I can absolutely see how that would be tough. I did a few 1/2/3 crits in CA early into my 3s and I quickly realized that, while I wasn’t going to get dropped from the pack on anything that wasn’t crazy technical, I would also never have a chance at getting better than top 15. If all my races had been those combined fields then it would’ve been super tough to stay encouraged.

How many cat 3 women typically show up to the 1/2/3 races?

Jordan, are you riding on a Stages now? If you’re having right leg/hip issues, might be tough riding a left only meter, since it isn’t going to be able to measure the loses you’re getting from your right leg issues.

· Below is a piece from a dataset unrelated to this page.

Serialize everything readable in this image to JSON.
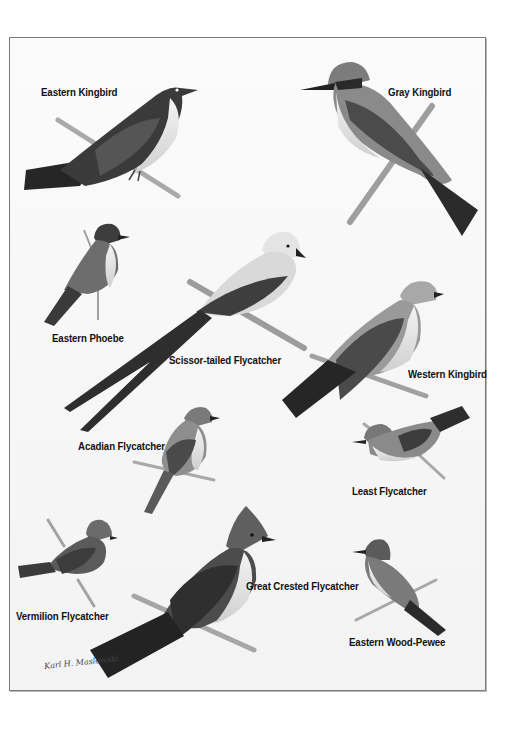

In Colorado, they actually have a good amount of Cat 3 Womens fields. I think this is really helpful. It does depend on having the #s though, as races with less than 10 people can suck. It seems like the Cat 3 women fields here are the same or bigger than the 1/2 field. The women’s peloton isn’t substantially bigger here, but not sure on numbers how it compares. Seem to be a similar balance to oregon - only a handful of cat 1’s, so 1/2/3 field is about 50% cat 3 (or more in some cases).

They put in a big effort to have cat 3 women’s fields in Oregon in 2010, but I was still getting my butt kicked (tons of those cat 3 races were won by a now pro racer who was teammates with another also now pro racer). Cherry Pie had 28 cat 3 women. They also had a cat 3 only women’s field at the stages race Cherry Blossom that year - field was huge, 38 women. That was a big year, but somehow that momentum seemed to have faded in years that followed.

Yeah, I’m on a Stages. Actually, I talked with that very issue with my PT today. We’re going to try and work around it. She’s done a pedalstroke analysis on me, and she’s going to keep an eye on the imbalance using those also.

Roundabout, the women’s fields are really variable. The first race of the year, the 1/2/3 field was 12 people, with 7 of them cat 3s. The stage race, there were 10 cat 1/2s and 10 cat 3s. Of the cat 3s, 5 of them finished with the same time as the winner of the 1/2 field. There was one race with 10 cat 1/2s and 19 cat 3s.